Dive Brief:
- Highly selective colleges struggling to recruit more low-income students could benefit from a simple approach: encouragement to apply paired with information about aid. That's according to a new working paper from the National Bureau of Economic Research looking at the effects of a low-cost mailing campaign by the University of Michigan that targeted 1,932 high-achieving, low-income prospective students in the state.
- In September of their senior year, those students received a mailing promising four years of free tuition and fees — aid for which they were already qualified. It also told them they would succeed at the college and that they didn't have to complete financial aid forms to get the scholarship. Parents and high school principals were also made aware of the opportunity.
- Those students were more than twice as likely to apply (67%), be admitted (32%) and enroll (27%) than students in the control group. About a quarter of the boost in enrollment came from students who would not have attended college otherwise.
Dive Insight:
The study focuses on the High Achieving Involved Leader (HAIL) Scholarship, aimed at recruiting low-income, high-achieving students in the state and countering three negative factors that often impact their college decision, according to the report. Those are the prevailing thought that college costs more than it actually does; feelings that they don't belong at an elite institution; and the need to complete financial aid and other documents.
Highly selective private and public colleges, like the U of Michigan, are looking to be more welcoming to students from lower-income brackets, particularly those in-state. But aggressive recruitment tactics from out-of-state colleges are threatening those attempts, and some research suggests elite institutions are not the best suited to improve socioeconomic mobility for low-income students.
A December 2017 working paper from researchers at the Equality of Opportunity Project looked at how effectively colleges were able to improve economic mobility for their students.

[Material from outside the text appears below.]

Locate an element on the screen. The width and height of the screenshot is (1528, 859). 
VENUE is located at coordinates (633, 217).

Examining more than 30 million student records from 1999 to 2013, it found mid-tier public colleges with good student outcomes and a sizable low-income population tend to have the highest upward mobility rates. At Cal State Los Angeles, for example, 9.9% of students are from a family in the bottom fifth of income distribution and end up in the top fifth. It's followed by Pace University and SUNY Stony Brook, both at 8.4%.

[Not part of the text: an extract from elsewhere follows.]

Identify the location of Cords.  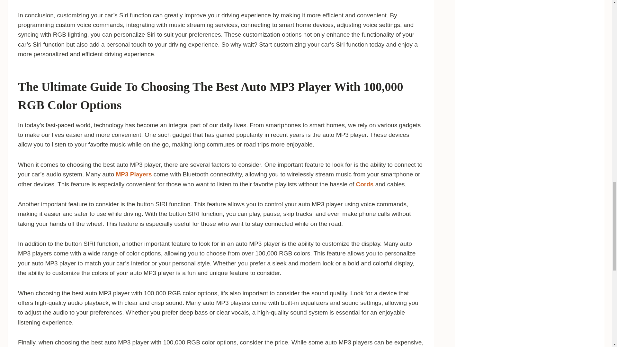
(365, 184).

Harvard, meanwhile, had a rate of 1.8% move into the top fifth of income distribution. The University of Michigan had a rate of 1.5%. However, the study notes, elite colleges tend to vault a higher share of low-income students into the top 1% of earners.

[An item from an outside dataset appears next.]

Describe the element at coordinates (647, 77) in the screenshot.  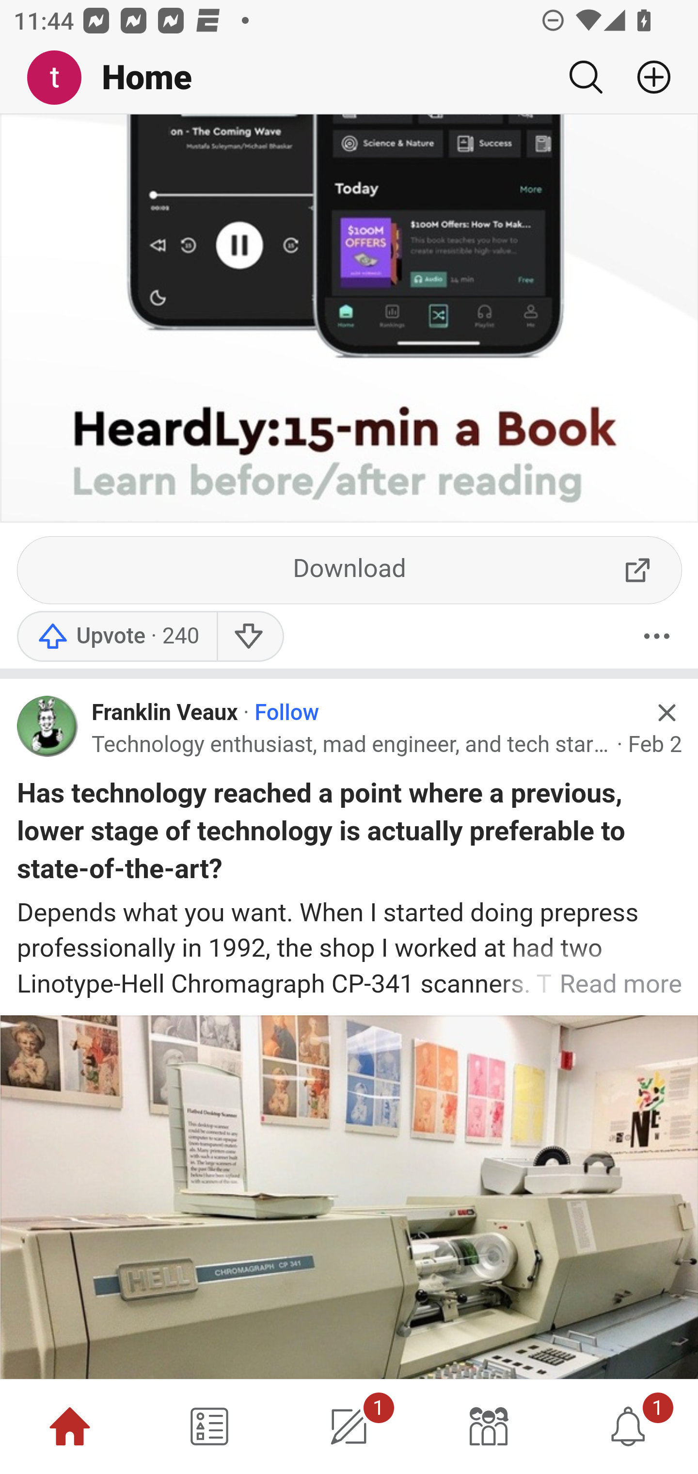
I see `Add` at that location.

The University of Michigan study followed some of the participating students into the first two years of attendance at the university. HAIL students were more likely to be enrolled in a highly selective college during that time, with higher dropout rates among the control group.
"This is consistent with the hypothesis that students induced into more selective schools, with their better-prepared peers and more resources, are likely to remain in the school and graduate," the researchers explain.